"You do not wish your people to become Christians?" she asked.

"I shall not interfere in their religion," was the quick answer—"or, at any rate, I shall force nothing. If my people believe truly and earnestly in their gods, I shall not destroy their belief, for then they will believe in nothing. And the belief is everything. As for me"—his voice sank and grew suddenly gentler—"I am different. I have been led by a light which I must follow."

After a moment's thoughtful silence he changed the subject and began pointing out to her the improvements he had brought about in the native dwellings. Even Beatrice, who had seen little of the old conditions, felt that the change was almost incredible. A conservative, indolent and superstitious people had within a few months been transferred from loathsome dirt and squalor into a "model village" such as an English workman might have envied. Nehal Singh showed her the houses at the end of the Bazaar which belonged to the chief men, or those responsible to him for the cleanliness and order of the community.
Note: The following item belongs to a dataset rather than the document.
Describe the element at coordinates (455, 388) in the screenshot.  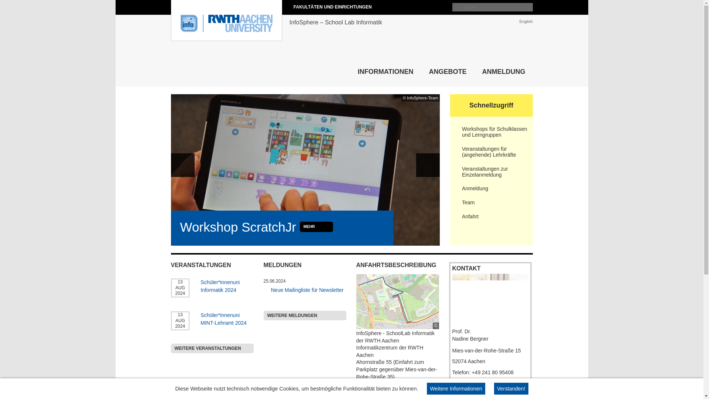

Small, prettily planted gardens separated one low dwelling from the other, and each bore its stamp of individuality, as though the owner had tried by some new and quaint device to outdo his neighbor.

"Of course," Nehal Singh explained to her, as they turned homeward, "there are men with whom nothing can be done. They have spent their lives as beggars, and can not work now even if they would. For such I have made provision, although they, too, have been given small tasks to keep them from appearing beggars. But they are the last of their kind. There shall in future be no idlers in Marut. From thenceforward every man shall work honestly and faithfully for his daily bread, and I will see that he has no need to starve. The mine will employ the strongest, and then, later, Travers and I intend to revive the various industries suited to the people's taste and talent."

"You have already done a great deal," she said, moved to real admiration. "I tremble to think what it has cost you." As she spoke, the hidden irony in her casually spoken words came home to her, and she felt the old fear clutch at her heart.

"I have given the best I have—myself," he answered gravely. "Of material wealth I have only retained what is beautiful; for beauty must not be sold to be given as bread among the poor. That would be a crime—as though one would sell Heaven for earth. Travers wished me to sell the old jeweled statues and relics, but I would not. They belong to my people, and one day, when they have learned to see and understand, they will thank me that I have kept the splendors intact for them."

"You are wise," she said thoughtfully—"wiser than Travers and many others."

"In my first enthusiasm, I meant to sell everything, and live as the poorest of them all," he went on; "but I soon saw that that was wrong. The man into whose hands wealth is given has a great task set him. He has a power denied to others. He can collect and preserve all that is beautiful in art and nature—not for himself, but for those who otherwise would never see anything but what is poor and squalid and commonplace. True, he must also strive to alleviate the sufferings of their bodies, so that their minds may be free to enjoy; but he must not sacrifice the higher for the lower task—that would surely be the work of what you call a Philistine. And his higher task is to feed their souls with all that is lovely and stainless. Has not the Master said, 'A man shall not live by bread alone'? Is it not true? And again, I have read: 'What profiteth it a man if he gain the whole world and lose his own soul?' And is not the man who sits, fed and clothed, in a low, flat, level world of mud-huts in danger, of forgetting that there were ever such wonders as the minarets of a high, Heaven-aspiring temple? Will he not grow to think that there is nothing more beautiful than a mud-hut, nothing more to be desired than his daily bread? I have thought of all this, and I have preserved my palace and everything that it contains. I have preserved it for my people. It shall be for them a goal and encouragement, a voice speaking to them day by day from the high towers: 'See what the hands of thy fathers have created! Thou people in the low dwellings, arise and do greater things still, for the great and beautiful is nearest God'!"

He stopped abruptly, shaken by his own passionate enthusiasm. His fine head raised, his eyes flashing, his hand extended, he could have stood for the statue of some inspired prophet.

"You are a modern Buddha," she said, smiling faintly. Inwardly she was comparing him to Mr. Berry—Mr. Berry, whose highest ideal in life was to bring everything down to a nice, shabby, orthodox level.